& , Bloomberg

 

Euro-area finance ministers challenged Greece to lay out ideas for a deal with its official creditors, saying they’ll listen without anticipating an immediate accord.

After Germany and Greece took clashing positions in the run-up, ministers met in Brussels on Wednesday to kick off negotiations that will continue next week. Dutch Finance Minister Jeroen Dijsselbloem, who heads the meetings, said the ministers want to hear Greece’s proposals and look for ways to move forward.

“I don’t expect an outcome today,” Dijsselbloem told reporters in Brussels. Extra money “is not on the table right now” and Greece needs to stick to its reform path, he said.

 

Greece’s bailout package will expire this month if the euro area’s most-indebted nation can’t reach a deal with its creditors, risking a cash crunch. Greek Finance Minister Yanis Varoufakis, who met International Monetary Fund Managing Director Christine Lagarde before meeting his 18 euro-area colleagues for the first time, told reporters he’s “confident we’re going to have a very constructive meeting today.”

Asked by a reporter whether Greece’s exit from the euro area is on the table, Varoufakis said: “Of course not.”

In Athens, thousands rallied in front of the Greek parliament in support of the government’s anti-austerity stance. Prime Minister Alexis Tsipras posted a photo of the rally on his Twitter account, saying popular protests “across Greece and Europe” are “the source of our strength.”

Greek Proposals

Varoufakis and Deputy Prime Minister Yannis Dragasakis discussed with Lagarde and Dijsselbloem what a bridge financing plan for Greece could include, a Greek government official said.

Greece is seeking a 10 billion-euro ($11.3 billion) deal for bridge financing to allow time for talks about its future aid. Varoufakis was expected to ask for an 8 billion-euro increase in the amount of Treasury bills that Greece is allowed to issue, along with the disbursement of 1.9 billion euros of profits that euro-area central banks made on their Greek bond holdings, according to a Greek government official.

Greece needs to understand that commitments need to be respected, EU Economic Commissioner Pierre Moscovici said before the meeting. Talks need to proceed with “goodwill,” he said, adding it was too soon to discuss technical details.

“Greece’s place is in the euro zone,” Moscovici said.

While German Chancellor Angela Merkel says her goal is to keep Greece in the euro, her finance minister, Wolfgang Schaeuble, insisted that the country’s bailout program expiring this month must be “brought to an orderly conclusion.”

Ending ‘Provocations’

Tsipras’s government will have to negotiate with the IMF, the European Commission and the European Central Bank even if it doesn’t accept the group’s description as the “troika,” Schaeuble said in Brussels.

“This is not about defining red lines, but we have a program,” he said. “And we have extended this program because Greece still has to fulfill some of it. If Greece wants that, one can of course negotiate with the three institutions which we should no longer call the troika, but which is the troika.”

Austrian Finance Minister Hans Joerg Schelling said Greece’s new government should call “an end to provocations” and shift from campaign rhetoric to substantive work.

“We’ll hear the proposals of the Greek government and then see what we can do,” Schaeuble said. “I don’t expect any results today but maybe we’ll set up a procedure.”

The yield on three-year Greek notes jumped 105 basis points to 20.03 percent on Wednesday, while Greece’s ASE stock index lost 4 percent. Tsipras, whose Syriza alliance won elections in January on a platform of ending German-led austerity, is seeking an overhaul of aid conditions that recognizes economic damage caused by the crisis.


▶ [AIM OF THE TASK]:
Repeat the records below word for word.

§ §

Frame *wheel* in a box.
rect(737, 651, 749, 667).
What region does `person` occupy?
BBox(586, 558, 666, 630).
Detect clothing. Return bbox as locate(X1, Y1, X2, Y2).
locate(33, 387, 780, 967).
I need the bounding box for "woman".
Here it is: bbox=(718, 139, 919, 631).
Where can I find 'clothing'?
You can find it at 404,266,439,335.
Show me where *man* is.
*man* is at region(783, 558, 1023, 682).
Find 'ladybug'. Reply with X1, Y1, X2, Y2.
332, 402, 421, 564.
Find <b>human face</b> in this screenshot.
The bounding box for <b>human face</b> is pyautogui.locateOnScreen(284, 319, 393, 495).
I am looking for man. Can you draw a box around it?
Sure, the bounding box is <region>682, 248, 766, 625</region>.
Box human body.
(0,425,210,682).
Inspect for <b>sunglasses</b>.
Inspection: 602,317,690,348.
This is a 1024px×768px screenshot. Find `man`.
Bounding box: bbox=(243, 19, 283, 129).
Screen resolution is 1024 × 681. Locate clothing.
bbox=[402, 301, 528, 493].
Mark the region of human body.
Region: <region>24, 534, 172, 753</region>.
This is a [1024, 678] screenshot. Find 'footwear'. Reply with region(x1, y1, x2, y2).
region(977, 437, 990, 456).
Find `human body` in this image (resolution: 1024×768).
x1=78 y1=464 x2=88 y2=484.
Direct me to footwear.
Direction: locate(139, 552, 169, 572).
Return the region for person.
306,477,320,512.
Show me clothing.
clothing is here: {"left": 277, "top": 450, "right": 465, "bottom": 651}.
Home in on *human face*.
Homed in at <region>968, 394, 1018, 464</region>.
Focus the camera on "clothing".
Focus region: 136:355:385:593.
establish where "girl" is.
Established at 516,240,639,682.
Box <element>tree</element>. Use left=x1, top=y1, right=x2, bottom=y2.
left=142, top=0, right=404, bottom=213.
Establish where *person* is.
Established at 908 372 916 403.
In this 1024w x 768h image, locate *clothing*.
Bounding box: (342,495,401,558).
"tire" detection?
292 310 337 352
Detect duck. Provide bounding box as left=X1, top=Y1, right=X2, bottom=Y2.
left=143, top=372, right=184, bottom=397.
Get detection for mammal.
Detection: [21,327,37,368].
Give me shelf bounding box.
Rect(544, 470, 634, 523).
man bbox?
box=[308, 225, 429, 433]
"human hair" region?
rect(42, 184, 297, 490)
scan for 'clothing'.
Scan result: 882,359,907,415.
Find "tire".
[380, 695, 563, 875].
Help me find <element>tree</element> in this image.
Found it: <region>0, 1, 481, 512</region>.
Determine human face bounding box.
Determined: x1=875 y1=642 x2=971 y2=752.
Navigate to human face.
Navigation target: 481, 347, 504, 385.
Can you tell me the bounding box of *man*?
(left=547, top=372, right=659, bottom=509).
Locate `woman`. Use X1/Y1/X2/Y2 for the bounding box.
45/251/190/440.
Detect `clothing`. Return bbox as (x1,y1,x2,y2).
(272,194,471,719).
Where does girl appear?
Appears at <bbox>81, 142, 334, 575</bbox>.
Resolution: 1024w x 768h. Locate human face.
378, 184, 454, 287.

§ §

▶ [THE COMPLETED TASK]:
Frame *wheel* in a box.
rect(737, 651, 749, 667).
What region does `person` occupy?
BBox(586, 558, 666, 630).
Detect clothing. Return bbox as locate(X1, Y1, X2, Y2).
locate(33, 387, 780, 967).
I need the bounding box for "woman".
Here it is: bbox=(718, 139, 919, 631).
Where can I find 'clothing'?
You can find it at 404,266,439,335.
Show me where *man* is.
*man* is at region(783, 558, 1023, 682).
Find 'ladybug'. Reply with X1, Y1, X2, Y2.
332, 402, 421, 564.
Find <b>human face</b> in this screenshot.
The bounding box for <b>human face</b> is pyautogui.locateOnScreen(284, 319, 393, 495).
I am looking for man. Can you draw a box around it?
Sure, the bounding box is <region>682, 248, 766, 625</region>.
Box human body.
(0,425,210,682).
Inspect for <b>sunglasses</b>.
Inspection: 602,317,690,348.
This is a 1024px×768px screenshot. Find `man`.
Bounding box: bbox=(243, 19, 283, 129).
Screen resolution is 1024 × 681. Locate clothing.
bbox=[402, 301, 528, 493].
Mark the region of human body.
Region: <region>24, 534, 172, 753</region>.
This is a [1024, 678] screenshot. Find 'footwear'. Reply with region(x1, y1, x2, y2).
region(977, 437, 990, 456).
Find `human body` in this image (resolution: 1024×768).
x1=78 y1=464 x2=88 y2=484.
Direct me to footwear.
Direction: locate(139, 552, 169, 572).
Return the region for person.
306,477,320,512.
Show me clothing.
clothing is here: {"left": 277, "top": 450, "right": 465, "bottom": 651}.
Home in on *human face*.
Homed in at <region>968, 394, 1018, 464</region>.
Focus the camera on "clothing".
Focus region: 136:355:385:593.
establish where "girl" is.
Established at 516,240,639,682.
Box <element>tree</element>. Use left=x1, top=y1, right=x2, bottom=y2.
left=142, top=0, right=404, bottom=213.
Establish where *person* is.
Established at 908 372 916 403.
In this 1024w x 768h image, locate *clothing*.
Bounding box: (342,495,401,558).
"tire" detection?
292 310 337 352
Detect duck. Provide bounding box as left=X1, top=Y1, right=X2, bottom=Y2.
left=143, top=372, right=184, bottom=397.
Get detection for mammal.
Detection: [21,327,37,368].
Give me shelf bounding box.
Rect(544, 470, 634, 523).
man bbox?
box=[308, 225, 429, 433]
"human hair" region?
rect(42, 184, 297, 490)
scan for 'clothing'.
Scan result: 882,359,907,415.
Find "tire".
[380, 695, 563, 875].
Help me find <element>tree</element> in this image.
Found it: <region>0, 1, 481, 512</region>.
Determine human face bounding box.
Determined: x1=875 y1=642 x2=971 y2=752.
Navigate to human face.
Navigation target: 481, 347, 504, 385.
Can you tell me the bounding box of *man*?
(left=547, top=372, right=659, bottom=509).
Locate `woman`. Use X1/Y1/X2/Y2 for the bounding box.
45/251/190/440.
Detect `clothing`. Return bbox as (x1,y1,x2,y2).
(272,194,471,719).
Where does girl appear?
Appears at <bbox>81, 142, 334, 575</bbox>.
Resolution: 1024w x 768h. Locate human face.
378, 184, 454, 287.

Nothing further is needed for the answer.